05/27/2026
She had 47 browser tabs open.
An Excel spreadsheet with the full strategic plan pulled up on her second monitor. A Slack thread with 112 unread messages. A calendar booked solid until 6:30 p.m.
And her team was still waiting on a decision she had been “thinking about” for two weeks.
I know that kind of pressure.
From the outside, she looks like she is handling it.
She is competent. Prepared. Respected. She has ALL the tools and the RIGHT experience.
But internally, every decision has started to feel way heavier than it should.
Now, I have sat with this leader in boardrooms, during planning sessions, and in those honest, hallway conversations that happen after the formal meeting ends.
The issue is usually not a lack of skill. It is a loss of clarity. Clarity fades when leadership becomes all pressure and no joy.
When I talk about joy, I do not mean a mood. I mean that internal signal that helps you recognize what is aligned.
The part of you that says, “Yes, this is hard, but it’s worth it.”
When your joy signal gets quiet, everything starts to feel exhausting. Every choice feels risky. Every document needs one more round of review.
We push forward, but in the absence of joy, you’re actually navigating misery.
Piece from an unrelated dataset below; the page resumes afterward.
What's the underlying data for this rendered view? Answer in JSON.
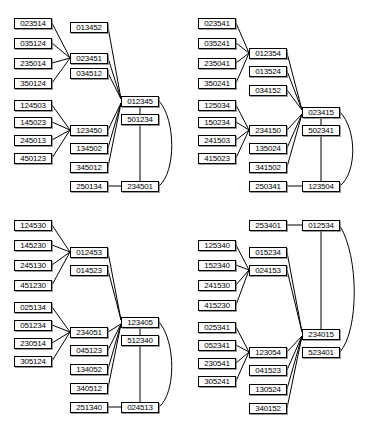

At some point, we realize willpower is no match for that kind of daily depletion. Burnout becomes almost guaranteed.
That is why joy belongs in leadership conversations. It is not the opposite of discipline, it's not frilly, inconsequential fluff. Joy is our source of discernment, the internal voice that keeps us sharp and gives us our edge.
If any of this sounds familiar, I want you to know you can find your way back to joy at work.
My book, “The Stay Joyful Method,” offers a detailed, easy-to-follow framework for reclaiming joy at work and sparing your mind and body from burnout.
Remember, drudgery at work is not a skill issue. It’s actually a joy deficit.